Due to con­tinuing fall-out from the Icelandic Ashpocalypse, the string quartet due to per­form Lachenmann’s Third String Quartet, ‘Grido’, were lacking a cel­list and we were treated in­stead to a public mas­ter­class on the work. In some ways ‘Grido’ is the most tra­di­tional of Lachenmann’s three quar­tets, but it nev­er­the­less poses chal­lenges to the per­former. David Alberman had de­scribed it earlier in the day as ‘a cathedral made up of bricks of sound, each brick of which leads into the next’ and it is this con­nec­tion from sound to sound that is so es­sen­tial to a suc­cessful per­form­ance. For some it may have been slightly un­com­fort­able to watch Lachenmann focus on one sound for minutes on end, asking the players to re­peat tiny ges­tures until they pre­cisely fitted to­gether, but it is this painstaking work which makes a good per­form­ance of these pieces truly powerful and without which they very quickly fall down. It also drives home the im­port­ance to Lachenmann’s music of his own work with mu­si­cians. During his time in London he was working in small groups with players from the LSO who are per­forming his 2004 work for string or­chestra, Double (Grido II), in June and one won­ders how his music might sur­vive once he is no longer able to be at re­hearsals to ex­plain these de­tails.
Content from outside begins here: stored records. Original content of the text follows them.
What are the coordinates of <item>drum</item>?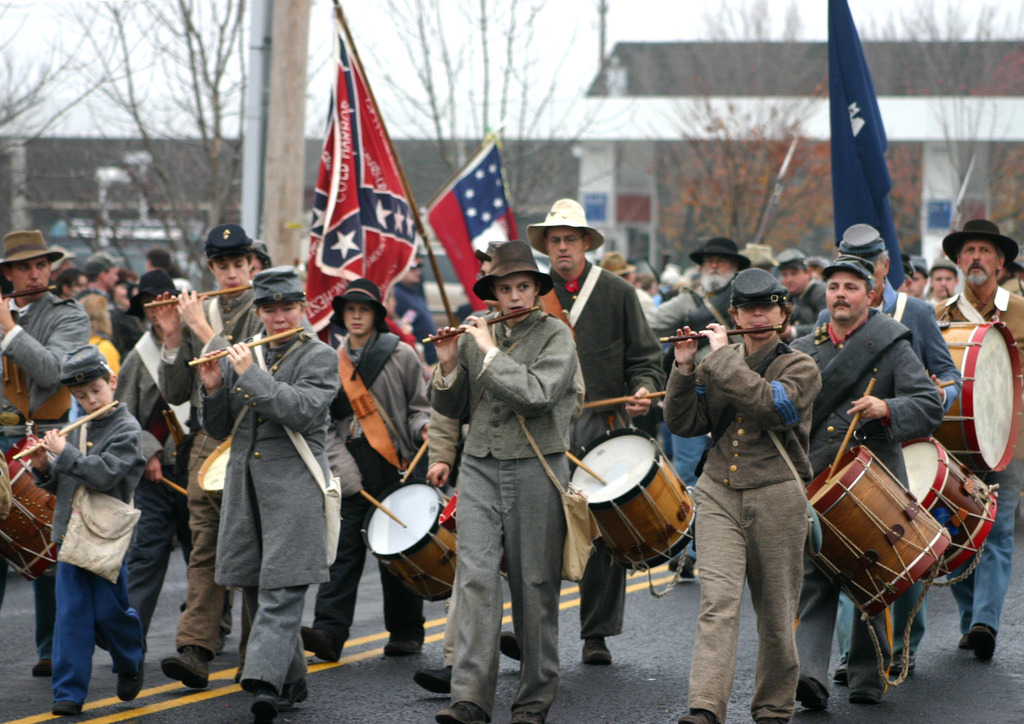
937/318/1022/474.
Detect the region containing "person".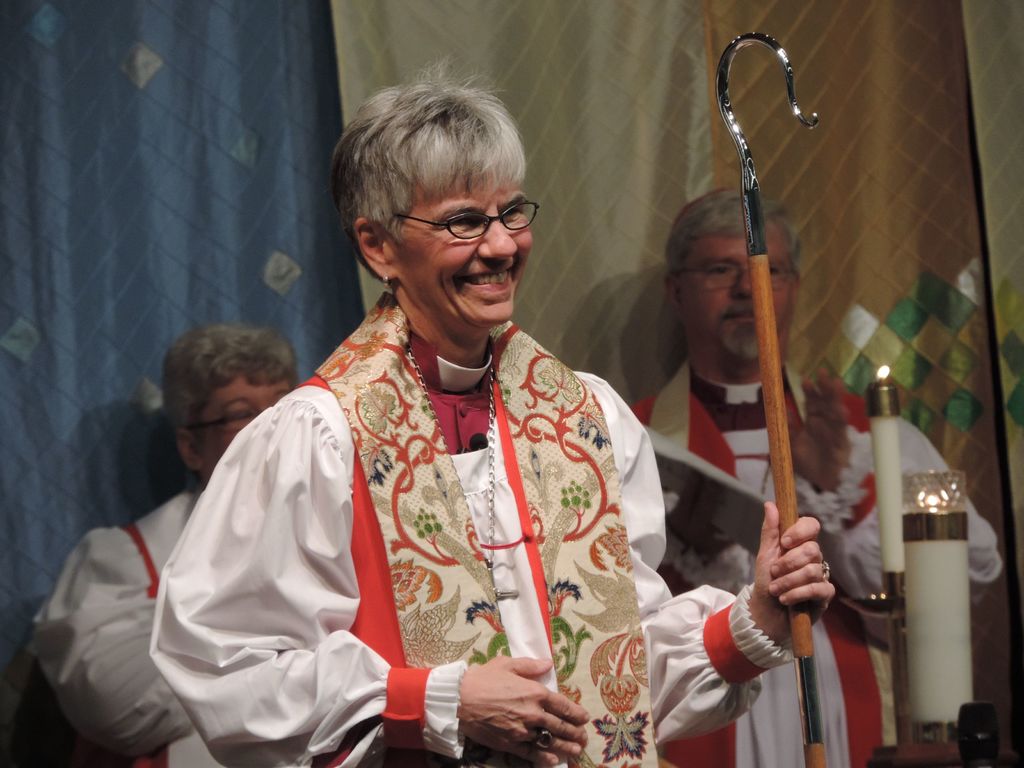
pyautogui.locateOnScreen(147, 56, 834, 767).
One hopes that com­mitted players, like David Alberman, might be able to pass on their ex­per­i­ences, al­lowing the sounds and, more im­port­antly, the mu­sic­ality pos­sible with such sounds to pass into standard per­form­ance prac­tice, but it must be a fear that the know­ledge, if it re­mains un­doc­u­mented, might be lost. That fear is pre­sum­ably why one holds con­fer­ences on con­tem­porary music prac­tice — to help spread know­ledge of how and why to play this music. Musicians who have a true fa­mili­arity with this rep­er­toire are few and far between and for every member of the Ensemble Intercontemporain, JACK or Arditti quar­tets, there are twenty traditionally-minded or­ches­tral mu­si­cians. I hope and be­lieve this is chan­ging in con­ser­vatoires around the world, but only time can tell. In the mean­time, those who care about this music have to en­sure that it has every chance to speak for it­self through high-standard per­form­ances and com­mu­nic­ative playing. This music shouldn’t be sold as dif­fi­cult or dif­ferent, but as ex­citing and ad­ven­turous. And beau­tiful. For that is what it is.

This entry was written by Chris, posted on Monday, 3 May 2010 at 4:04 pm, filed under Musings and tagged , , , , , , . Bookmark the permalink. Follow any comments here with the RSS feed for this post. Both comments and trackbacks are currently closed.
  • Microbiography

    Chris Swithinbank is a British-Dutch com­poser who works with both acoustic in­stru­ments and elec­tronic sounds. He is cur­rently a stu­dent at Harvard University with Chaya Czernowin.